**Task prompt:** From the listing below, copy each line where "Instagram" occurs.

**Provided data:**

------------------------------------------------------------------------

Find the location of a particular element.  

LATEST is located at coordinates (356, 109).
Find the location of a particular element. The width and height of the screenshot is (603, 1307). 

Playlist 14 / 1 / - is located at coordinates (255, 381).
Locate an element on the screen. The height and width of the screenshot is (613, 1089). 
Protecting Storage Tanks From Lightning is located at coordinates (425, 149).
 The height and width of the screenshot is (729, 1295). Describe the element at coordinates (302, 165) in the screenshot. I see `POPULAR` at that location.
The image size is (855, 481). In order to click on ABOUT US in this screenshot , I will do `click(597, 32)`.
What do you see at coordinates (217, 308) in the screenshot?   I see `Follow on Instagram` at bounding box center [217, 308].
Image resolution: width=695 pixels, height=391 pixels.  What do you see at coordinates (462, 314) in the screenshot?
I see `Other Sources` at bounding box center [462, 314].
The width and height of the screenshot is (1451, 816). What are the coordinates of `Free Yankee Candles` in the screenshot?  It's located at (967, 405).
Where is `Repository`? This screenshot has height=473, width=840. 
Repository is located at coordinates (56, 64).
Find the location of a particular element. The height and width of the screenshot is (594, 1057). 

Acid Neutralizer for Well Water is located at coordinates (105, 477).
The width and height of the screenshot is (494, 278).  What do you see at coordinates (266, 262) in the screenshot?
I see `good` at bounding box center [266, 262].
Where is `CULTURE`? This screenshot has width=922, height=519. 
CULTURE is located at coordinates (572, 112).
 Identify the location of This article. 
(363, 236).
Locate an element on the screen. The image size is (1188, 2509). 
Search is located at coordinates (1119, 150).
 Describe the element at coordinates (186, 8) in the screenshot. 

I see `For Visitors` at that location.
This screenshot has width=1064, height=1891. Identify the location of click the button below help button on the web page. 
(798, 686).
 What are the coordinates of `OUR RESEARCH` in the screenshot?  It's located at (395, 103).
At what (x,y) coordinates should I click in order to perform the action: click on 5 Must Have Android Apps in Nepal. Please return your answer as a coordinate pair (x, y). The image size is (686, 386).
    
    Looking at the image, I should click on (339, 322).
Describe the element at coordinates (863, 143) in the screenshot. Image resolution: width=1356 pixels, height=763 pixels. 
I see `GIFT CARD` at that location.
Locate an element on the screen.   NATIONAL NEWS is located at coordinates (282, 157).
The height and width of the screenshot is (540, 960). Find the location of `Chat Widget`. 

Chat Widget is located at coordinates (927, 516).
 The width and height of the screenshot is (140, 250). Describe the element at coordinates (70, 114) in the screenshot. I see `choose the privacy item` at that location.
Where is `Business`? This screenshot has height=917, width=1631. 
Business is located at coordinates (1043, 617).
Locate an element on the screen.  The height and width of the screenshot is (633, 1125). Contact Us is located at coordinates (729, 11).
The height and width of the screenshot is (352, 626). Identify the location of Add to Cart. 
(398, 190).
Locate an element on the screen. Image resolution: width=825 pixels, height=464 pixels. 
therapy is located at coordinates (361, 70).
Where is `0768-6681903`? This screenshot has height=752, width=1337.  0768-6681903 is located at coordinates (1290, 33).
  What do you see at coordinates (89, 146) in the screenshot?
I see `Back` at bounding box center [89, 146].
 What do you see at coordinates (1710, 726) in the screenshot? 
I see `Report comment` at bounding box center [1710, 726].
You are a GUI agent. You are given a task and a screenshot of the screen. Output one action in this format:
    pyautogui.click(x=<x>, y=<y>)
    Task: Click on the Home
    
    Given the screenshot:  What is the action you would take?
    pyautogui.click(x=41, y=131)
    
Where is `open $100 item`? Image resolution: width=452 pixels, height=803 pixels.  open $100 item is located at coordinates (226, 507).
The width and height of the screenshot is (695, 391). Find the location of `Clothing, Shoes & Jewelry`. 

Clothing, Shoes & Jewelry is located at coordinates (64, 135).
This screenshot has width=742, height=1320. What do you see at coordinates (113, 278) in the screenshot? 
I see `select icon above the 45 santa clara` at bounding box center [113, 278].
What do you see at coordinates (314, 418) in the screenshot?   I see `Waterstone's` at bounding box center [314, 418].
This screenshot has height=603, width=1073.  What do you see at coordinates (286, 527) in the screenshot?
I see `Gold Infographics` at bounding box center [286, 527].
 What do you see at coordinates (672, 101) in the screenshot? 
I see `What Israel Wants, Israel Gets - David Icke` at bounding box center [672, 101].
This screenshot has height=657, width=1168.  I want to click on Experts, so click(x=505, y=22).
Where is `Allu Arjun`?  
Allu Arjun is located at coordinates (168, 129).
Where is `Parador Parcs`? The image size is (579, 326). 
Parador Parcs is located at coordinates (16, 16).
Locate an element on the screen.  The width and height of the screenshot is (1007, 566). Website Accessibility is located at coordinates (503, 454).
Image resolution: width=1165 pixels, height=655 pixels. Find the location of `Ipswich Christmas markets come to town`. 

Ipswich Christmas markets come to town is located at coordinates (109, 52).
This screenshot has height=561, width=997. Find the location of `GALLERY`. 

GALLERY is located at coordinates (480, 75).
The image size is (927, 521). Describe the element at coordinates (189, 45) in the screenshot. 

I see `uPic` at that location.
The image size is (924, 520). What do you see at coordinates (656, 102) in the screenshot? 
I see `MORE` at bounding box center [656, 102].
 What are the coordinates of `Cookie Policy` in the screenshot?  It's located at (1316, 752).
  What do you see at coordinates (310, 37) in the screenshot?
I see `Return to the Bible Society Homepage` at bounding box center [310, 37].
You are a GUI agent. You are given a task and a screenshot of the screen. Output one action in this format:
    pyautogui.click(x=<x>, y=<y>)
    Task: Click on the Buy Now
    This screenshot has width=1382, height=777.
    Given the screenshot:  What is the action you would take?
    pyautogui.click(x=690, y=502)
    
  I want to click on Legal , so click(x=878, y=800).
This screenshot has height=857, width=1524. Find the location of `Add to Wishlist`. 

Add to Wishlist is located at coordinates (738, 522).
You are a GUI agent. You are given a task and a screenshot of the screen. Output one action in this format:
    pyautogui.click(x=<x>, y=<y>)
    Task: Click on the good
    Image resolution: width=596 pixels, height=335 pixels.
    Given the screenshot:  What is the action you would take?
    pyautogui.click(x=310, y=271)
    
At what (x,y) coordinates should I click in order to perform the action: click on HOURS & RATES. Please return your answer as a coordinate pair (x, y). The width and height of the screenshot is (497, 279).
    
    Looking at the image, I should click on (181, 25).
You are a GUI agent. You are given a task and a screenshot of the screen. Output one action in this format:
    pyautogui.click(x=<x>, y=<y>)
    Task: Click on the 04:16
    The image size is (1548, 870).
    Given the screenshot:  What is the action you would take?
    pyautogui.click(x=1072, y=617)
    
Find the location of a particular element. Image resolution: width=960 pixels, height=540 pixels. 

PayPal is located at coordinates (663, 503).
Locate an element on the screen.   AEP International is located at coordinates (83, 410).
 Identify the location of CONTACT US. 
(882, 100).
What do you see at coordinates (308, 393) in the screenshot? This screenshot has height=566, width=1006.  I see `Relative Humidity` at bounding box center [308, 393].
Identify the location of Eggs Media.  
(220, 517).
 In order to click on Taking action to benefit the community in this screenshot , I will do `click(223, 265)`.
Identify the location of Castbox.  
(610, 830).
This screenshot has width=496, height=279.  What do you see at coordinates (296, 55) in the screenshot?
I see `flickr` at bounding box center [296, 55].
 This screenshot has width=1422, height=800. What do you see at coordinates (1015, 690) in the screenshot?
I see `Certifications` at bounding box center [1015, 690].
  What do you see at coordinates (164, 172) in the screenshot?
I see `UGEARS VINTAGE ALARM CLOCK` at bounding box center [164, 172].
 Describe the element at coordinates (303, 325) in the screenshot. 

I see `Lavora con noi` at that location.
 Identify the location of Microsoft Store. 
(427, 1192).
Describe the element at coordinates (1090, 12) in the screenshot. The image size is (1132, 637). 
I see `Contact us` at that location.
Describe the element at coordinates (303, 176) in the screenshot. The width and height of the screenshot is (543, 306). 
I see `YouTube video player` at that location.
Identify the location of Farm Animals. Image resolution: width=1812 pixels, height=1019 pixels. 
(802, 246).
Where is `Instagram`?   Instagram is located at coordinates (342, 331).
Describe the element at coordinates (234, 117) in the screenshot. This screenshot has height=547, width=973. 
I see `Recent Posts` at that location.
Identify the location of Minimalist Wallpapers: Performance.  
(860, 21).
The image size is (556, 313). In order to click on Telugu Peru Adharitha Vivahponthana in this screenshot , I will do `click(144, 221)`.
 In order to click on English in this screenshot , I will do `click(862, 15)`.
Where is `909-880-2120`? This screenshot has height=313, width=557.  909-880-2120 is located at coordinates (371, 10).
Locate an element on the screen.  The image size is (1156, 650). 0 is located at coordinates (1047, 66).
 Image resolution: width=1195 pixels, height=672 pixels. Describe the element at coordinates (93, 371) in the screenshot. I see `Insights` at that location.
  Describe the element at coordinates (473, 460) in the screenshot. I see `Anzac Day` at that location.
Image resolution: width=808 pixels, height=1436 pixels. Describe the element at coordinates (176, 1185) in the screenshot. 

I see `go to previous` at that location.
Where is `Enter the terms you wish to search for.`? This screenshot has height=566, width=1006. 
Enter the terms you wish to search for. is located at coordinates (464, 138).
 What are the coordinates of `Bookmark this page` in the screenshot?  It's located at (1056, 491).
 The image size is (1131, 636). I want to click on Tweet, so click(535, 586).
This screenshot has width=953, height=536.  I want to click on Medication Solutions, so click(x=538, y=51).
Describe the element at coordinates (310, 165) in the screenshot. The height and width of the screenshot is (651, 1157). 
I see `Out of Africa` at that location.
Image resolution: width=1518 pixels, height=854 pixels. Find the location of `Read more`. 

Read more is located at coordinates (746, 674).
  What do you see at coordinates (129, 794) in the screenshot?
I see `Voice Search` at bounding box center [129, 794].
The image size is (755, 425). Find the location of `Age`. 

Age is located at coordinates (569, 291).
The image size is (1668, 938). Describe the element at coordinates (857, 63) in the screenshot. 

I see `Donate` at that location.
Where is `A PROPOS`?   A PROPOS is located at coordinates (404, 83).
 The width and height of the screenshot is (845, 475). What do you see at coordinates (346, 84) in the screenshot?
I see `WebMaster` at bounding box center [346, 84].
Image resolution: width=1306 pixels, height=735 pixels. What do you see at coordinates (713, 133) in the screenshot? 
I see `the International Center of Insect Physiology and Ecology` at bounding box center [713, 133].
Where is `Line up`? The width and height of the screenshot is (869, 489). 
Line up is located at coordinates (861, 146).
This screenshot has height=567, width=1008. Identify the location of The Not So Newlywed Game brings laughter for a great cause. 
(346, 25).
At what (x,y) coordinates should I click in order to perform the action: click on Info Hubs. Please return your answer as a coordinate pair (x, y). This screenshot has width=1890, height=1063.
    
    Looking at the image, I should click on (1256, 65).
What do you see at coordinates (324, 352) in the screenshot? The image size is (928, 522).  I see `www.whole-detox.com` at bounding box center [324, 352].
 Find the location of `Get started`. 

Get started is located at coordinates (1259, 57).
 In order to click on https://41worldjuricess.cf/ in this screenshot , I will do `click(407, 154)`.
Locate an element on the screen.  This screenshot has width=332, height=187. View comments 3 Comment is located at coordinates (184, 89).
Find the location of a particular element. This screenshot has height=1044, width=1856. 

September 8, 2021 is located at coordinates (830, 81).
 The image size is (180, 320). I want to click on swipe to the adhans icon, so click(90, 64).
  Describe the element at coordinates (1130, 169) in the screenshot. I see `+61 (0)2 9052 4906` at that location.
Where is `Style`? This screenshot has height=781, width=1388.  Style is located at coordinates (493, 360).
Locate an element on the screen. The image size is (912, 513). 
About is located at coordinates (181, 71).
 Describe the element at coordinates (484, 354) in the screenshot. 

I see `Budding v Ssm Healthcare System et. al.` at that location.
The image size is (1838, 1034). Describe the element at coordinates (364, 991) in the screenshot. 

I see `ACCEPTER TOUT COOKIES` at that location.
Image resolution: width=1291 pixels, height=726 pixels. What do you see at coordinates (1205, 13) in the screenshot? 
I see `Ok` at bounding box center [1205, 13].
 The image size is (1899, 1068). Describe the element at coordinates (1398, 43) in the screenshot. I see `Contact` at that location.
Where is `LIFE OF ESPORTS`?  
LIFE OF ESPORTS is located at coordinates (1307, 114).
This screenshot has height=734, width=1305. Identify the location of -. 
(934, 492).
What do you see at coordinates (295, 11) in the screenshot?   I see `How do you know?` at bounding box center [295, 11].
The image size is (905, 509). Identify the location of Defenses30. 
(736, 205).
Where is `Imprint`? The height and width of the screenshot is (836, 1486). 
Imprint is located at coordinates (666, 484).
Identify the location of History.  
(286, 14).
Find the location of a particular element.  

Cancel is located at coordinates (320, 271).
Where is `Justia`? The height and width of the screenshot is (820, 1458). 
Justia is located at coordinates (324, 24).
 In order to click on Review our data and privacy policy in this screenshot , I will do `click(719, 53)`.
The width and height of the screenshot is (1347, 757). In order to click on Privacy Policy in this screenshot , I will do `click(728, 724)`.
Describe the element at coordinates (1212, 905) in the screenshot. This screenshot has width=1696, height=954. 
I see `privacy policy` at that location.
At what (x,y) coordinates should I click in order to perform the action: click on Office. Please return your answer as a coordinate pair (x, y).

------------------------------------------------------------------------

**Result of this exercise:**
What do you see at coordinates (217, 308) in the screenshot?   I see `Follow on Instagram` at bounding box center [217, 308].
Where is `Instagram`?   Instagram is located at coordinates (342, 331).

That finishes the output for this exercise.